Colorado Construction Crew Unearths 66-Million-Year-Old Triceratops Fossil

While Thornton’s new Public Safety Facility, the crew happened upon a rare find

Last week, a construction crew was digging during work on a new fire and police building in Thornton, Colorado when they unearthed a prehistoric treasure: an ancient triceratops fossil.

The discovery is especially notable because the remains include the triceratops skull—one of just three believed to have ever been dug up in the Front Range of the Rocky Mountain, reports Danika Worthington for the Denver Post.

“I’m over the moon right now about this dinosaur fossil," paleontologist Joe Sertich of the Denver Museum of Nature & Science says in a statement about the discovery. Thornton officials brought Sertich in earlier this week to confirm the discovery and begin the work to excavate it. He hopes to see the fossil exhibited in his museum once it's dug up and preserved.

The remains are older than most other fossils found along the Front Range, which usually originate from the end of the last ice age, around 10 to 12 thousand years ago, according to Sertich. The triceratops, however, dates back to at least 66 million years ago, when the creatures are thought to have gone extinct after a six-mile wide asteroid collided with Earth. In the densely populated and heavily paved metropolitan area, people rarely dig far enough down to reach some of these older layers that contain dinosaur fossils, Worthington reports. And when they do, they often are just plowed right over, Sertich notes in the release.

Triceratops have long captured the imagination of dinosaur lovers. The first skeleton was assembled and mounted in an exhibit at the Smithsonian's National Museum of Natural History in 1905. Named "Hatcher" in honor of pioneering paleontologist John Bell Hatcher, who discovered most of its bones, the beast was cobbled together from a patchwork of parts. It was hardly anatomically accurate, but it was still awe-inspiring to visitors. That year, The Washington Post called it "the most fantastic and grotesque of all that race of giant lizards known as dinosaurs," writes Sarah Kaplan of The Washington Post in an article describing a forthcoming exhibit that includes "Hatcher."
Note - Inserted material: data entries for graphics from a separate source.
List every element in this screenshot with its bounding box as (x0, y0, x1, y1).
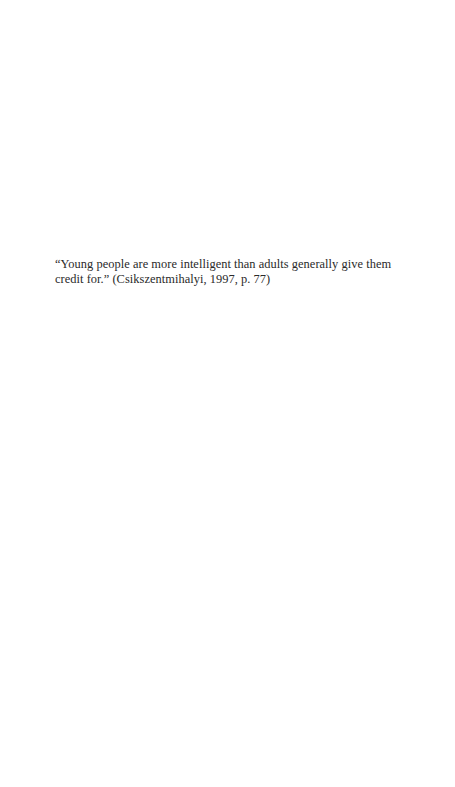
document-page: “Young people are more intelligent than … (0, 0, 455, 787)
quote-line-2: credit for.” (Csikszentmihalyi, 1997, p.… (55, 272, 400, 287)
quote-text-end: credit for.” (55, 272, 109, 286)
quote-line-1: “Young people are more intelligent than … (55, 257, 400, 272)
citation: (Csikszentmihalyi, 1997, p. 77) (109, 272, 270, 286)
epigraph-quote: “Young people are more intelligent than … (55, 257, 400, 287)
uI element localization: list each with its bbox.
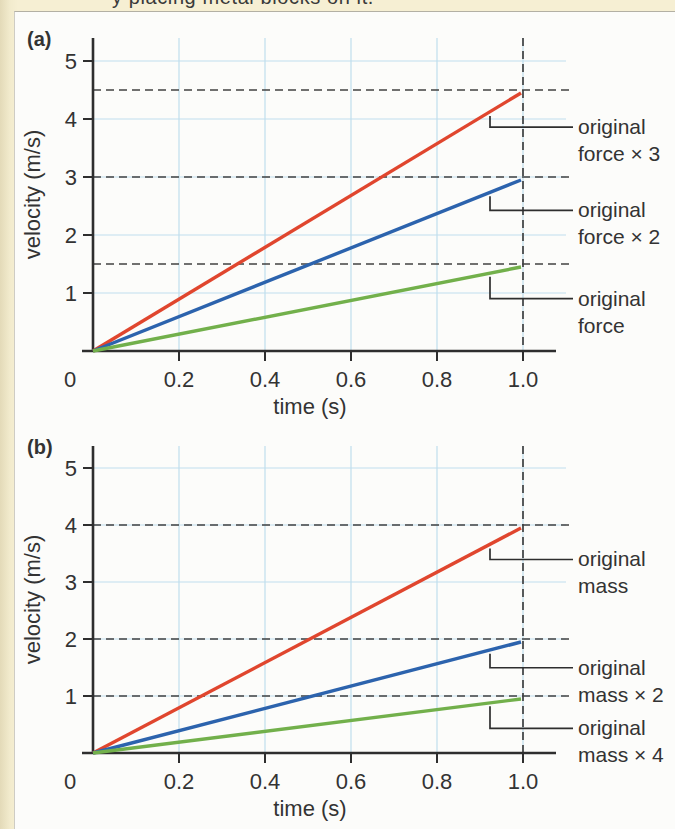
y-tick-label: 4 bbox=[65, 107, 77, 132]
series-callout-label: original bbox=[578, 656, 646, 679]
callout-connector bbox=[490, 277, 573, 299]
series-callout-label: force × 2 bbox=[578, 225, 660, 248]
panel-label: (b) bbox=[27, 436, 53, 458]
series-callout-label: original bbox=[578, 547, 646, 570]
series-line bbox=[93, 699, 521, 753]
chart-b: 1234500.20.40.60.81.0time (s)velocity (m… bbox=[20, 436, 664, 821]
callout-connector bbox=[490, 196, 573, 210]
series-line bbox=[93, 180, 521, 351]
y-axis-title: velocity (m/s) bbox=[20, 130, 45, 260]
x-tick-label: 0.2 bbox=[164, 367, 195, 392]
series-callout-label: force bbox=[578, 314, 625, 337]
x-tick-label: 1.0 bbox=[508, 367, 539, 392]
y-tick-label: 3 bbox=[65, 570, 77, 595]
y-tick-label: 1 bbox=[65, 281, 77, 306]
y-tick-label: 2 bbox=[65, 223, 77, 248]
callout-connector bbox=[490, 548, 573, 559]
x-axis-title: time (s) bbox=[273, 796, 346, 821]
series-line bbox=[93, 642, 521, 753]
series-callout-label: mass × 4 bbox=[578, 743, 664, 766]
chart-a: 1234500.20.40.60.81.0time (s)velocity (m… bbox=[20, 28, 660, 419]
panel-label: (a) bbox=[27, 28, 51, 50]
x-tick-label: 0.6 bbox=[336, 769, 367, 794]
series-callout-label: original bbox=[578, 198, 646, 221]
series-callout-label: original bbox=[578, 287, 646, 310]
x-tick-label: 0.4 bbox=[250, 367, 281, 392]
x-tick-label: 0.6 bbox=[336, 367, 367, 392]
x-tick-label: 0 bbox=[64, 367, 76, 392]
series-callout-label: mass bbox=[578, 574, 628, 597]
textbook-page: y placing metal blocks on it. 1234500.20… bbox=[0, 0, 675, 829]
series-callout-label: original bbox=[578, 716, 646, 739]
x-tick-label: 0.8 bbox=[422, 769, 453, 794]
y-tick-label: 5 bbox=[65, 456, 77, 481]
series-line bbox=[93, 93, 521, 351]
y-tick-label: 1 bbox=[65, 684, 77, 709]
x-tick-label: 0.4 bbox=[250, 769, 281, 794]
callout-connector bbox=[490, 116, 573, 127]
x-tick-label: 0.8 bbox=[422, 367, 453, 392]
callout-connector bbox=[490, 654, 573, 668]
x-axis-title: time (s) bbox=[273, 394, 346, 419]
y-tick-label: 2 bbox=[65, 627, 77, 652]
series-callout-label: force × 3 bbox=[578, 142, 660, 165]
y-axis-title: velocity (m/s) bbox=[20, 535, 45, 665]
series-line bbox=[93, 267, 521, 351]
y-tick-label: 4 bbox=[65, 513, 77, 538]
series-callout-label: original bbox=[578, 115, 646, 138]
x-tick-label: 1.0 bbox=[508, 769, 539, 794]
x-tick-label: 0.2 bbox=[164, 769, 195, 794]
y-tick-label: 5 bbox=[65, 49, 77, 74]
y-tick-label: 3 bbox=[65, 165, 77, 190]
series-callout-label: mass × 2 bbox=[578, 683, 664, 706]
callout-connector bbox=[490, 706, 573, 728]
x-tick-label: 0 bbox=[64, 769, 76, 794]
series-line bbox=[93, 528, 521, 753]
velocity-time-charts: 1234500.20.40.60.81.0time (s)velocity (m… bbox=[0, 0, 675, 829]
Triceratops was among the last living dinosaur species. This large, herbivorous dinosaur sported two horns on its forehead and one at the tip of its snout (its name literally means "three-horned face"). Through the years, triceratops has become famous in pop culture, making appearances in films including "Jurassic Park" and "The Land Before Time." It has even made its way onto postage stamps.

"It is incredible to have this find occur in our backyard," Sertich said in a statement. "Finds like this help us to understand dinosaur evolution and behavior.”